The old ways still apply. You can still send tapes to record companies, and there are record companies, you know, there are one or two of the record companies do declare proudly that they listen to every single one that comes.
If I get an idea I put it on tape and somebody else writes it out.
I don't generally watch the movie [ The House Of The Devil ]. It's sort of like hearing your voice on tape.
People have reacted to the length of "Aquarius" in very positive ways. For example, at the beginning, you have people in a car on the beach at night. One character says, "I'm going to play you this great track." She pushes in a cassette tape, and they listen to about 45 seconds of Queen's "Another One Bites the Dust." You can actually see the pleasure registering on their faces, but it takes time, and audiences have appreciated that.
Did Crooked Hillary [Clinton] help disgusting (check out sex tape and past) Alicia M become a U.S. citizen so she could use her in the debate?
I've been looking for ways to audition more, because it also keeps me sharp and keeps my ambition at its firm edge. That's something that I'm actively engaged in conversations about now with my reps: What's out there that I can really either put myself on tape for, or meet with the director for and read for? How do we do that? We're now at the end of the Star Trek reboot trilogies and whether we are going to do another movie remains to be seen, and so I feel like I'm at the end of this cycle that began with me coming out of school and auditioning and building my way up.

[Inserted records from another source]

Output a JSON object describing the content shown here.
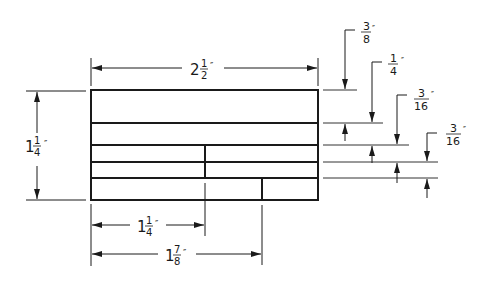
{
  "diagram": {
    "type": "dimensioned technical drawing",
    "units": "inches",
    "colors": {
      "line": "#1a1a1a",
      "thin_line": "#333333",
      "background": "#ffffff"
    },
    "overall": {
      "width": {
        "whole": "2",
        "num": "1",
        "den": "2",
        "mark": "″"
      },
      "height": {
        "whole": "1",
        "num": "1",
        "den": "4",
        "mark": "″"
      }
    },
    "bottom_dims": [
      {
        "whole": "1",
        "num": "1",
        "den": "4",
        "mark": "″"
      },
      {
        "whole": "1",
        "num": "7",
        "den": "8",
        "mark": "″"
      }
    ],
    "right_dims": [
      {
        "num": "3",
        "den": "8",
        "mark": "″"
      },
      {
        "num": "1",
        "den": "4",
        "mark": "″"
      },
      {
        "num": "3",
        "den": "16",
        "mark": "″"
      },
      {
        "num": "3",
        "den": "16",
        "mark": "″"
      }
    ]
  }
}
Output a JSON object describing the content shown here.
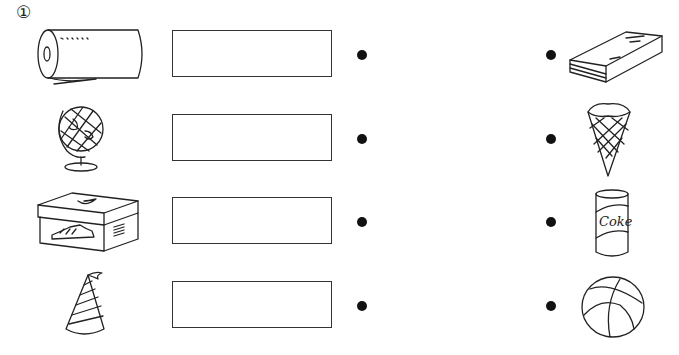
{
  "exercise": {
    "number_label": "①",
    "instruction_visible": false
  },
  "left_items": [
    {
      "name": "paper-towel-roll",
      "answer_box_value": ""
    },
    {
      "name": "globe",
      "answer_box_value": ""
    },
    {
      "name": "shoe-box",
      "answer_box_value": ""
    },
    {
      "name": "party-hat",
      "answer_box_value": ""
    }
  ],
  "right_items": [
    {
      "name": "book"
    },
    {
      "name": "ice-cream-cone"
    },
    {
      "name": "soda-can",
      "label": "Coke"
    },
    {
      "name": "ball"
    }
  ],
  "colors": {
    "ink": "#222222",
    "dot": "#111111",
    "background": "#ffffff"
  }
}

I remember when I interviewed at MSNBC, one of the first things they said to me was, 'In your tapes, you had a mustache, right?' I said, 'Yeah, I recently took it off.' I said, 'If you hire me, you get to decide if you want it or not.' They said, 'No, no, we're fine with it now.'
I think there is an enormous diference between speaking and writing. One rereads what one writes. But one might read it slowly or quickly. In other words, you do not know how long you will have to spend deliberating over a sentence. ... But if I listen to a tape recorder, the listening time is determined by the speed at which the tape turns and not by my own needs.
The tape measure doesn't lie. Get that tape measure out and put it on your hips and your waist. Keep checking it. And keep exercising and cutting those calories down until that tape measure gets close to where you were in your prime.

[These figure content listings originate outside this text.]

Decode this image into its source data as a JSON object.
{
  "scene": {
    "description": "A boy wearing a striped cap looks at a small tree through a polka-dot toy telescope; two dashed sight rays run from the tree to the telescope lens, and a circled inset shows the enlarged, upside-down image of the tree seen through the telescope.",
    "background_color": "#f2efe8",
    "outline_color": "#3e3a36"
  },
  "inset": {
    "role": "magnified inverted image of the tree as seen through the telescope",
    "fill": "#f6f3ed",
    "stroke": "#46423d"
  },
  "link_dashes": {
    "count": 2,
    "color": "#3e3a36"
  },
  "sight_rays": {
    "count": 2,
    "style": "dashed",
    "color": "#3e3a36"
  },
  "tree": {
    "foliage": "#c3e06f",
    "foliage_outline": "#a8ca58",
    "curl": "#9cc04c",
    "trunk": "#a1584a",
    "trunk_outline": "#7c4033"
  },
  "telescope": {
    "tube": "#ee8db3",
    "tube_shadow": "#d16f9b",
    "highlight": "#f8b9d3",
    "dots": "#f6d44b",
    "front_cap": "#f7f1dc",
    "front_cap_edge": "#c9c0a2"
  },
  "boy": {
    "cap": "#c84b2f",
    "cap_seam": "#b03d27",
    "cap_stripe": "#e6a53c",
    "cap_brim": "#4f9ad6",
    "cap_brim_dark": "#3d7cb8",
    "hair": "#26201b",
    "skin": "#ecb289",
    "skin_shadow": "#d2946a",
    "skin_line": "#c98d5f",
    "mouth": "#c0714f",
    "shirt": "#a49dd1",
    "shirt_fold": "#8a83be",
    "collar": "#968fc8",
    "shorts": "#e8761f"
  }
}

When I give a speech at a corporate event, I often ask those in attendance, 'Do you know how to tell if you're doing the job?' As heads start whispering back and forth, I provide these clue: 'If you're up at 3 A.M. every night talking into a tape recorder and writing notes on scraps of paper, have a knot in your stomach and a rash on your skin, are losing sleep and losing touch with your wife and kids, have no appetite or sense of humor, and feel that everything might turn out wrong, then you're probably doing the job.'
Successful tape reading is a study of Force; it requires ability to judge which side has the greatest pulling power and one must have the courage to go with that side.
I used to do little sketches into my cassette tape recorder when I was a little boy. I would just turn it on and just start doing voices and characters. I just loved it.
Anything that could ever prevent me from achieving a goal, I put in a box, tape it up, throw it over my shoulder. You aim for a goal and attain it. Then you look to the next one.
My parents' convictions, when it came to discipline, were not very strong. For my bar mitzvah, I gave out a mix tape of '90s grunge - if you got it now, you would think it was the 'Singles' soundtrack.
It's ludicrous that my friends in California aren't able to legally get married. It's a civil rights issue. In 20 years we're going to look back at tapes of these antigay people saying ridiculous things on the news and it's going to sound as antiquated as the newsreels of horrible racists from the '50s.